I did two combat tours, one on a Navy Cruiser and the other as a Chaplain to U.S. Military advisors to the Iraqi Army and Police in Al Anbar Province during the surge of 2007-2008. Those tours opened my eyes to the terrible human cost of war, and I came home with severe PTSD, mild TBI, a neurological disorder that affects my ability to process speech, and more. Likewise, I experienced the military’s indifference to help people like me and the toll that multiple combat tours and the lack of real concern and help caused many veterans. I say this not to garner sympathy for me but to draw attention to the veterans who suffer, often in silence.
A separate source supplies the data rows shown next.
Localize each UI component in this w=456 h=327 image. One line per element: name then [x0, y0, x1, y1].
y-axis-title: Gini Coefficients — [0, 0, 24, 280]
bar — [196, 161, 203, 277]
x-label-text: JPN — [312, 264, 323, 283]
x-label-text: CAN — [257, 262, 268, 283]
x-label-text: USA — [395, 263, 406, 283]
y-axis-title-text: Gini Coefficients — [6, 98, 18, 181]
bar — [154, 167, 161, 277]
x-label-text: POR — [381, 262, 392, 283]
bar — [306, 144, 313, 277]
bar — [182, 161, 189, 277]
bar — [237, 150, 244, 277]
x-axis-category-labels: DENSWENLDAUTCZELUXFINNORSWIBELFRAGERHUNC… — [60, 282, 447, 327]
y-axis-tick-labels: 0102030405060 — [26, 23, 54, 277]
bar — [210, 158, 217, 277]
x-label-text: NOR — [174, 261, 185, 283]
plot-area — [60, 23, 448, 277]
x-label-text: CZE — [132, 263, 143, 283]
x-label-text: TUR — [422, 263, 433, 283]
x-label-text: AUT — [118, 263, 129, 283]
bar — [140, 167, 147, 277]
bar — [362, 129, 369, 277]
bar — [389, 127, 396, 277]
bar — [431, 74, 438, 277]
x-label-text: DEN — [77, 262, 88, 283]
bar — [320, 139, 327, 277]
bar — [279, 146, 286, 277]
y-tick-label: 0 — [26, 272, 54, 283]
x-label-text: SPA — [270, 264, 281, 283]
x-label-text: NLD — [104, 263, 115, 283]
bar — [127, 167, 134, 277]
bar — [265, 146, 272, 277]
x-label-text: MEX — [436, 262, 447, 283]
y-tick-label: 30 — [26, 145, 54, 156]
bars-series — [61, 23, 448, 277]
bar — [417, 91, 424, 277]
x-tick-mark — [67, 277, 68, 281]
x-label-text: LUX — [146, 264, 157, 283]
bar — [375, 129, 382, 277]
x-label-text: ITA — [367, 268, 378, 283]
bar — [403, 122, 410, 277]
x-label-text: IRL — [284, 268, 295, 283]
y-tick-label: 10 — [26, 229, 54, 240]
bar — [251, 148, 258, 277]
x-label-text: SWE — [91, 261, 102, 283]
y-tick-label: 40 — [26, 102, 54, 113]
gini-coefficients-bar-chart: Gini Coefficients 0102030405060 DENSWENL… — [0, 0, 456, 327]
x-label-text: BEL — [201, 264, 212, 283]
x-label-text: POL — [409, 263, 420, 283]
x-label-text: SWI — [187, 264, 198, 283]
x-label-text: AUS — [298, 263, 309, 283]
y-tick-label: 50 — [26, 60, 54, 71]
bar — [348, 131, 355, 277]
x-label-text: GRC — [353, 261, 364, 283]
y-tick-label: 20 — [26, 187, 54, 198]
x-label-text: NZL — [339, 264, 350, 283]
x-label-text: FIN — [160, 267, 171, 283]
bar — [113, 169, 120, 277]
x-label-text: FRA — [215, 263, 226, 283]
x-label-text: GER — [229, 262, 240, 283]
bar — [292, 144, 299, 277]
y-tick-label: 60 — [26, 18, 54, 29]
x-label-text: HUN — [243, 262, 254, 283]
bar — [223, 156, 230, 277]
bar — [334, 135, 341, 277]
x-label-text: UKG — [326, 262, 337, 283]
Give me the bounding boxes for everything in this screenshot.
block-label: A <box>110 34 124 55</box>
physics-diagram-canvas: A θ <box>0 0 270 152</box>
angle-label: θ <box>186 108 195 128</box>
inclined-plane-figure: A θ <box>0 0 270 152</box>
I know so many broken families and veterans who turned to alcohol and drugs to ease their pain, and far too many, including other Chaplains, who committed suicide to end their pain.
For me, Veterans day is somewhat melancholy. I am proud of my service and that of my late father, a Navy Chief, and my nephew, who just completed an honorable enlistment as a Marine. The same goes for the good and dedicated men and women I served alongside in the Army, Navy, and Marines. Together we achieved much, but we also lost much. Senator McCain was correct, nothing can replace those friends and comrades that lost their lives, took their lives, or whose lives and families were shattered due to their service.
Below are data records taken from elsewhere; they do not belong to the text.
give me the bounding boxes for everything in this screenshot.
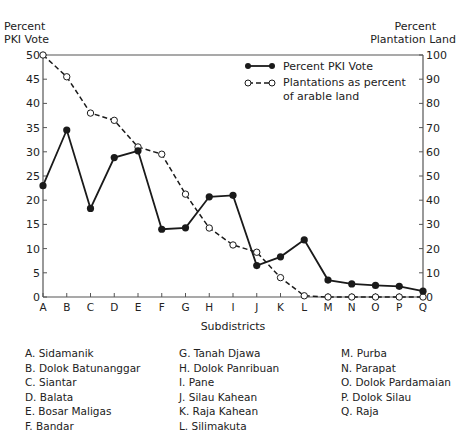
legend-plant-circle-icon <box>245 80 251 86</box>
pki-line <box>43 130 423 291</box>
pki-point <box>206 193 213 200</box>
pki-point <box>324 276 331 283</box>
subdistrict-key-item: D. Balata <box>25 390 140 405</box>
left-tick-label: 50 <box>26 49 40 62</box>
right-tick-label: 40 <box>426 194 440 207</box>
left-tick-label: 25 <box>26 170 40 183</box>
subdistrict-key-item: G. Tanah Djawa <box>179 346 279 361</box>
plantation-point <box>325 294 331 300</box>
plantation-point <box>64 74 70 80</box>
x-tick-label: O <box>371 301 379 313</box>
legend-pki-dot-icon <box>269 63 275 69</box>
pki-point <box>372 282 379 289</box>
series-pki-vote <box>39 126 426 294</box>
x-tick-label: B <box>63 301 70 313</box>
right-tick-label: 30 <box>426 218 440 231</box>
subdistrict-key-item: P. Dolok Silau <box>341 390 451 405</box>
subdistrict-key-item: A. Sidamanik <box>25 346 140 361</box>
right-tick-label: 90 <box>426 73 440 86</box>
plantation-line <box>43 55 423 297</box>
pki-point <box>277 253 284 260</box>
x-tick-label: K <box>277 301 285 313</box>
plot-frame <box>43 55 423 297</box>
subdistrict-key-item: J. Silau Kahean <box>179 390 279 405</box>
right-tick-label: 100 <box>426 49 447 62</box>
pki-point <box>253 262 260 269</box>
x-tick-label: A <box>39 301 47 313</box>
right-tick-label: 20 <box>426 243 440 256</box>
legend-pki-label: Percent PKI Vote <box>283 60 373 73</box>
legend-pki-dot-icon <box>245 63 251 69</box>
subdistrict-key-item: M. Purba <box>341 346 451 361</box>
subdistrict-key-item: L. Silimakuta <box>179 419 279 434</box>
x-axis-title: Subdistricts <box>201 320 266 333</box>
x-tick-label: N <box>348 301 356 313</box>
x-tick-label: Q <box>419 301 427 313</box>
pki-point <box>39 182 46 189</box>
pki-point <box>134 147 141 154</box>
x-tick-label: J <box>254 301 258 313</box>
left-tick-label: 15 <box>26 218 40 231</box>
subdistrict-key-item: I. Pane <box>179 375 279 390</box>
x-tick-label: I <box>231 301 234 313</box>
subdistrict-key-item: E. Bosar Maligas <box>25 404 140 419</box>
legend-plant-label-1: Plantations as percent <box>283 76 407 89</box>
plantation-point <box>396 294 402 300</box>
subdistrict-key-col-2: G. Tanah DjawaH. Dolok PanribuanI. PaneJ… <box>179 346 279 433</box>
subdistrict-key-item: F. Bandar <box>25 419 140 434</box>
left-tick-label: 40 <box>26 97 40 110</box>
x-tick-label: F <box>159 301 165 313</box>
pki-point <box>87 205 94 212</box>
legend-plant-label-2: of arable land <box>283 90 359 103</box>
plantation-point <box>87 110 93 116</box>
pki-point <box>419 288 426 295</box>
left-tick-label: 35 <box>26 122 40 135</box>
subdistrict-key-item: H. Dolok Panribuan <box>179 361 279 376</box>
x-tick-label: M <box>323 301 332 313</box>
pki-point <box>348 280 355 287</box>
left-tick-label: 45 <box>26 73 40 86</box>
plantation-point <box>254 249 260 255</box>
plantation-point <box>372 294 378 300</box>
right-tick-label: 80 <box>426 97 440 110</box>
x-tick-label: D <box>110 301 118 313</box>
pki-point <box>229 192 236 199</box>
right-tick-label: 60 <box>426 146 440 159</box>
subdistrict-key-item: Q. Raja <box>341 404 451 419</box>
pki-point <box>396 283 403 290</box>
left-tick-label: 20 <box>26 194 40 207</box>
plantation-point <box>40 52 46 58</box>
subdistrict-key-item: N. Parapat <box>341 361 451 376</box>
x-tick-label: C <box>87 301 94 313</box>
subdistrict-key-col-1: A. SidamanikB. Dolok BatunanggarC. Siant… <box>25 346 140 433</box>
legend-plant-circle-icon <box>269 80 275 86</box>
x-tick-label: P <box>396 301 402 313</box>
x-tick-label: H <box>205 301 213 313</box>
subdistrict-key-col-3: M. PurbaN. ParapatO. Dolok PardamaianP. … <box>341 346 451 419</box>
left-tick-label: 5 <box>33 267 40 280</box>
right-tick-label: 10 <box>426 267 440 280</box>
left-axis-ticks: 05101520253035404550 <box>26 49 47 304</box>
right-tick-label: 50 <box>426 170 440 183</box>
plantation-point <box>206 225 212 231</box>
plantation-point <box>111 117 117 123</box>
subdistrict-key-item: K. Raja Kahean <box>179 404 279 419</box>
subdistrict-key-item: O. Dolok Pardamaian <box>341 375 451 390</box>
pki-point <box>111 154 118 161</box>
pki-point <box>182 224 189 231</box>
subdistrict-key-item: C. Siantar <box>25 375 140 390</box>
x-tick-label: E <box>135 301 142 313</box>
plantation-point <box>182 191 188 197</box>
pki-point <box>301 236 308 243</box>
chart-legend: Percent PKI Vote Plantations as percent … <box>245 60 407 103</box>
left-tick-label: 30 <box>26 146 40 159</box>
plantation-point <box>349 294 355 300</box>
plantation-point <box>301 293 307 299</box>
x-tick-label: G <box>181 301 189 313</box>
plantation-point <box>159 151 165 157</box>
plantation-point <box>277 274 283 280</box>
pki-point <box>158 226 165 233</box>
dual-axis-line-chart: 05101520253035404550 0102030405060708090… <box>0 0 468 340</box>
x-tick-label: L <box>301 301 307 313</box>
left-tick-label: 10 <box>26 243 40 256</box>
Thus, when I started writing my Gettysburg Staff Ride text and the introductory chapter, which became Mine Eyes Have Seen the Glory: Religion and the Politics of Race in the Civil War Era and Beyond, people had to be the story. In each, I endeavored to bring the stories of people to the forefront, people who devoted at least part of their lives to serving in the military, fighting for the highest ideals embodied in the words of the Declaration of Independence, “We believe that all men are created equal and are endowed by their Creator with certain unalienable rights, among them, being life, liberty, and the pursuit of happiness.”
In Mine Eyes Have Seen the Glory, those stories are encapsulated in the words of the Black men who volunteered to serve the Union and the White Union soldiers who came to admire them and who, after the war, never forgave those in the North or South who oppressed and discriminated against their Black comrades in arms.
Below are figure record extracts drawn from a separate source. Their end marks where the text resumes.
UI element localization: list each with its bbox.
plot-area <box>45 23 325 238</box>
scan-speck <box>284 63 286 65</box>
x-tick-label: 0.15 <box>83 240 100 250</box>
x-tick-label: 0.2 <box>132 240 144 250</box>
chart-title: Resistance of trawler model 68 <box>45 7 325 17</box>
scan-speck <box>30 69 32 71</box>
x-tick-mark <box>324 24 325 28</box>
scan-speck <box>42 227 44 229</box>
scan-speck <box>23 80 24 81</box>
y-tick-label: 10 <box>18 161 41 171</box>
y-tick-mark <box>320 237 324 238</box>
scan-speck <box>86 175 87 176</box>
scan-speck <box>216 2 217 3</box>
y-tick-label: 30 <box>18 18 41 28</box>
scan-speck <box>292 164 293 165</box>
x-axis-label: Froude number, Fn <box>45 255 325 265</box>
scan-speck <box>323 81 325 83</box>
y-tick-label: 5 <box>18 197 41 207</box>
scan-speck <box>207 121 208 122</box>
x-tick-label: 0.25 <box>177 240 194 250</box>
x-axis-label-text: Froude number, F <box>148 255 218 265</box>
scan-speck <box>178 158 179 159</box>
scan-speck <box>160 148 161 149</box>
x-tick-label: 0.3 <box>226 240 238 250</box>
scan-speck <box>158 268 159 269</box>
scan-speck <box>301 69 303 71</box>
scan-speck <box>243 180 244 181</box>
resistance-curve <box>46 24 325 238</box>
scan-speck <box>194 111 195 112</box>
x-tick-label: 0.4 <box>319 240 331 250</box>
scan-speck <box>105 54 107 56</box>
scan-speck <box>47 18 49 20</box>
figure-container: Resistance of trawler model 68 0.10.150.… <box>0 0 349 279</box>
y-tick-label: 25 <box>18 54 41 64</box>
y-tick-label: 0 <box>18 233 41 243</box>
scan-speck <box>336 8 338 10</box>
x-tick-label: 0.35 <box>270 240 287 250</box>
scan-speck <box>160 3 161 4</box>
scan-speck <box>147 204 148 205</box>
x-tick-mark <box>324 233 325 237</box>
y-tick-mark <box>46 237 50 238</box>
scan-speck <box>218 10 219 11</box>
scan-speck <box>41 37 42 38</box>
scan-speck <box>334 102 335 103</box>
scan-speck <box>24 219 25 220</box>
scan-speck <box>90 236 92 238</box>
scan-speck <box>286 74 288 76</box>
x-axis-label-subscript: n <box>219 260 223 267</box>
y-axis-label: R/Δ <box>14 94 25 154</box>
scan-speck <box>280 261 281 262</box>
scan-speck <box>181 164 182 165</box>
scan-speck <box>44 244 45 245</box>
Sergeant Isaiah Welch of the 55th Massachusetts Volunteer Infantry, one of the most distinguished Black regiments of the war, wrote a newspaper, “I pray to God the time will come when we, as soldiers of God, and for our race and country, may face the enemy with boldness. For my part I feel willing to suffer all privations incidental to a Christian and a soldier.….”
The story of two wounded Black soldiers is told “One of them looked at the stump of an arm he once had and remarked: ‘Oh, I should like to have it, but I don’t begrudge it.’ His ward mate, minus a leg, replied: ‘Well, ‘twas [lost] in a glorious cause, and if I had lost my life, I should have been satisfied. I knew what I was fighting for.’”
Their courage, honor, and sacrifice, like so many known and unknown, inspires me to continue speaking out for the rights of Blacks, women, Hispanic, Asian, Native Americans, and Gays and Lesbians, and countless others who served or continue to serve our Country under a cloud of discrimination and intolerance. I write history by telling their stories.
Like Senator McCain, I am repulsed by those that glorify war and violence. Additionally, I find strange solace in the words of General Gouverneur Warren, a hero of the battle for Little Round Top at Gettysburg. After the war, he wrote, “I wish I did not dream so much. They make me sometimes to dread to go to sleep. Scenes from the war, are so constantly recalled, with bitter feelings I wish never to experience again. Lies, vanity, treachery, and carnage.” His words feel like my own.
I pray that on this Veterans Day, we do not spend time glorifying war but rather honoring and remembering the sacrifices of all veterans, especially those who had to endure racism and intolerance just to serve.